First was when I did Gazzo's tossed out deck. Only one elastic. The second spectator fumbled the catch, dropping the deck and cards went - EVERYWHERE. If you know the method, you know why the nice people who immediately started helping me pick up the cards were not impressed when I got a new elastic and continued the trick...

Second was also with tossed out deck. (I stopped doing it shortly after this...) There was one woman standing at the end of the trick (which happens on occasion), and when I called out her card, she said no. I asked her card and she lied! She said a card that wasn't in my deck and had no similar cards. I thanked her, shrugged, and said that sometimes these things don't always work. Since then I started putting an invisible deck in a small clear box on the stage - just in case.

And the worst was when I was doing Interlace at a private party I was hired for.

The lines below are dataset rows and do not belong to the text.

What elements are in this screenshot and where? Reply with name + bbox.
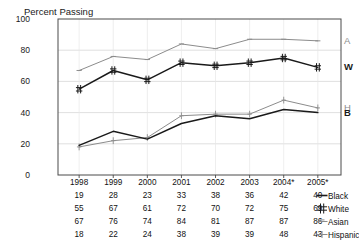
marker-hispanic-2004* bbox=[282, 97, 286, 104]
legend-marker-asian-icon bbox=[316, 216, 328, 227]
table-row: 5567617270727569 bbox=[0, 204, 359, 215]
series-letter-a: A bbox=[344, 35, 350, 46]
series-letter-b: B bbox=[344, 107, 351, 118]
series-letter-w: W bbox=[344, 61, 353, 72]
table-header-row: 1998199920002001200220032004*2005* bbox=[0, 178, 359, 189]
marker-hispanic-1999 bbox=[111, 137, 115, 144]
chart-screenshot: Percent Passing 100806040200 AWHB 199819… bbox=[0, 0, 359, 240]
legend-label-asian: Asian bbox=[328, 218, 348, 227]
table-row: 1822243839394843 bbox=[0, 230, 359, 240]
legend-marker-black-icon bbox=[316, 190, 328, 201]
plot-frame bbox=[58, 19, 341, 175]
marker-hispanic-2001 bbox=[179, 112, 183, 119]
data-table: 1998199920002001200220032004*2005*192823… bbox=[0, 178, 359, 240]
marker-hispanic-2000 bbox=[145, 134, 149, 141]
legend-label-black: Black bbox=[328, 192, 348, 201]
legend-label-white: White bbox=[328, 205, 349, 214]
series-line-hispanic bbox=[79, 100, 318, 147]
legend-marker-hispanic-icon bbox=[316, 229, 328, 240]
table-row: 1928233338364240 bbox=[0, 191, 359, 202]
marker-hispanic-2003 bbox=[247, 111, 251, 118]
legend-marker-white-icon bbox=[316, 203, 328, 214]
table-row: 6776748481878786 bbox=[0, 217, 359, 228]
legend-label-hispanic: Hispanic bbox=[328, 231, 359, 240]
marker-hispanic-2005* bbox=[316, 105, 320, 112]
table-header-2005*: 2005* bbox=[298, 178, 338, 187]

I made the ring vanish, claimed it was now tied to my shoelace! The gasps ensued. Then a pause. Then the man said "no it's not" I followed their gaze to my shoelaces and saw exactly what they were looking at: my shoe. With no ring. I glanced around on the floor - nothing. Then I gently checked and let's just say, it didn't make it from point A to B. Instead it was stuck and I had to manually make it go where I wanted. I was not clever enough at the time to roll with it. Instead I paused the show, fixed the situation and moved on to another effect. So embarrassing. Now I have a plan for if that happens again, but that only came from thinking it through after.